A 22-year veteran of the Chicago Fire Department claimed responsibility Thursday for maintaining an Internet chat room for firefighters that includes racist comments and step-by-step instructions on how to make a transmission over a fire radio without getting caught.
Webmaster Richard Anderson rejected calls from aldermen who said the Web site (www.chicagofirehouse.ws) should be shut down. Fire Commissioner James Joyce had pointed to this “underground Web site” when asked Wednesday why officials have only been able to trace one of five racist transmission made on the department’s radio frequencies in a little more than a month.
“I don’t know what the city is beefing about,” said Anderson, a fire engineer. “It’s the 1st Amendment, freedom of speech.”
The city’s top lawyer planned to send a cease-and-desist letter to the Internet site’s operator demanding the site stop displaying the Fire Department logo, said Jennifer Hoyle, city Law Department spokeswoman. Also Thursday, in what officials say was apparently a “copy cat” incident, someone twice broadcast a racial slur over radio frequencies used by the Cook County sheriff’s department.
The slur was uttered at 8:29 a.m. and again one minute later, apparently by the same person, sheriff’s department spokeswoman Sally Daly said.
“It included the use of the `n-word,'” Daly said, declining to elaborate.
Sheriff Michael Sheahan will fire the person if he is a sheriff’s employee, Daly said.
The firefighter who inadvertently made the first racist transmission over an open microphone in a department vehicle Feb. 2 received a 90-day suspension. When more incidents occurred after the firefighter’s punishment, Joyce declared the use of racial slurs a fireable offense.
Those responsible “definitely” should be fired, Mayor Richard Daley said Thursday.
Daley said he had not seen the firefighters’ Web site but suggested there is no way to control it.
“That’s the problem of the 1st Amendment–not only that, but all types of Web sites we see today, talk programs,” the mayor said. “What are you going to do about it? It’s a complicated issue. But it is unacceptable.”
Ordinances prohibit the use of the city’s seal and the symbols of the Police and Fire Departments except for official business, Hoyle said.
“We just want to make sure this is not seen as an official site,” she said.
The Web site features an open message board where anyone can post anonymously under the department’s logo and the heading, “The unofficial bulletin board of the Chicago Fire Department.”
In one recent post, someone wrote an epithet for blacks 81 times before ending with: “Thanks!!!! Working tomorrow and just wanted to get it out of my system!!!!!!!”
Another post referred to fire stations in minority neighborhoods as “ghetto houses.”
And one participant in the forum hoped diversity training that would likely be mandated after the racist radio comments would include watching “The Barbershop,” a movie with an African-American cast set on the South Side.
Several posted messages suggested the Daley administration is using the spate of racist transmissions to deflect attention from the scandal in the city’s Hired Truck Program.
Others in the chat room, however, decried the racist statements as “childish and stupid” and criticized the participant who posted the how-to guide on avoiding detection on fire radios. “I will never bring disgrace to this job or department like whoever is talking on the radio,” wrote “phone call away,” who urged firefighters to turn in the perpetrators of the racist broadcasts.
Anderson said he saw no reason to delete the information about how to avert having a radio transmission traced, which someone with the screen name “In the know” posted to the message board late Tuesday.
“Why should I censor it?” said Anderson. “It’s a chat room. Do you have censorship in a newspaper?”
Anderson also noted a prominently displayed disclaimer that the bulletin board “is not responsible for the opinions or responses of persons that inhabit its pages.”
The site’s Internet address is registered to Michael Kappel, who has been a Chicago firefighter since 1990. Kappel said he cut all ties to it about a year ago because he was uncomfortable with the personal attacks that often surfaced on the message board.
“I had nothing but good intentions,” he said. “A few malicious people ran amok.”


EXERCISE PROMPT:
With pictures left out, write out exactly every line from the start of the data through the one that contains "Image is 674x410 pixels.".

(Website and app data records)
--------------------------------

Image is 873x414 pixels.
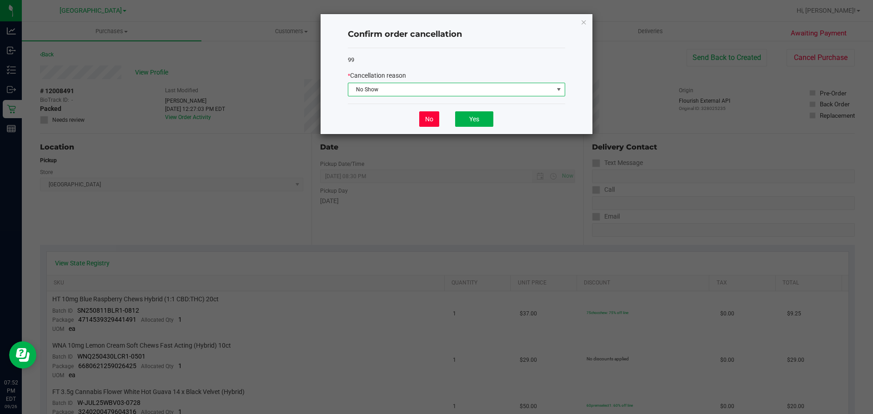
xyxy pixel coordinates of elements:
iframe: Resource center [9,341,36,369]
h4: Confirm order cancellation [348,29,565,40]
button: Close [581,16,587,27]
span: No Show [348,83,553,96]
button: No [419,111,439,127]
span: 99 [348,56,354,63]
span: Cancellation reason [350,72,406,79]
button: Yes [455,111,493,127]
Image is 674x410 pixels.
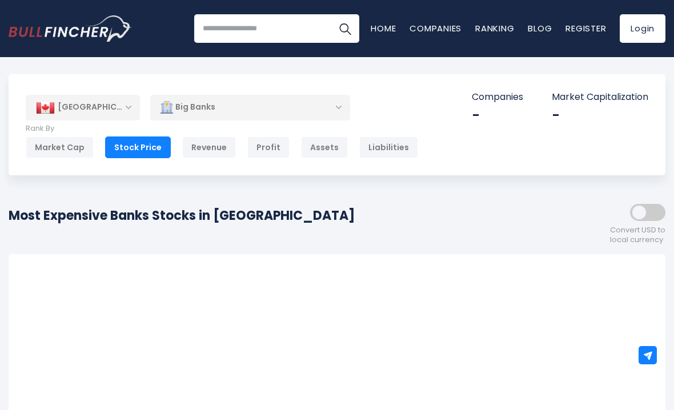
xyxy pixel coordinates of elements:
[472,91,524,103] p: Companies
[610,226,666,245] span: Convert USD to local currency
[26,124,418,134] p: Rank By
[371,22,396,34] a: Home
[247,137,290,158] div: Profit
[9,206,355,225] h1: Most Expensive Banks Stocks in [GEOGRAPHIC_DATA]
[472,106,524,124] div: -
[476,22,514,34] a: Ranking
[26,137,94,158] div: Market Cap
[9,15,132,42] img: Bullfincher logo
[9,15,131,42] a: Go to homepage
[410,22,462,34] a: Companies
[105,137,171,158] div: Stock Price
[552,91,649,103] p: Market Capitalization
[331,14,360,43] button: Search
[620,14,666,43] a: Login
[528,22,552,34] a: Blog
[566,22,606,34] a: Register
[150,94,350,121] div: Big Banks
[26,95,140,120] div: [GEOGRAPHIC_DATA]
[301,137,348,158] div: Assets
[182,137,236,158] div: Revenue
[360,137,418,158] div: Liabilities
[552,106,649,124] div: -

--------------------------------

RESPONSE:
Image is 873x414 pixels.
xyxy pixel coordinates of elements:
iframe: Resource center [9,341,36,369]
h4: Confirm order cancellation [348,29,565,40]
button: Close [581,16,587,27]
span: No Show [348,83,553,96]
button: No [419,111,439,127]
span: 99 [348,56,354,63]
span: Cancellation reason [350,72,406,79]
button: Yes [455,111,493,127]
Image is 674x410 pixels.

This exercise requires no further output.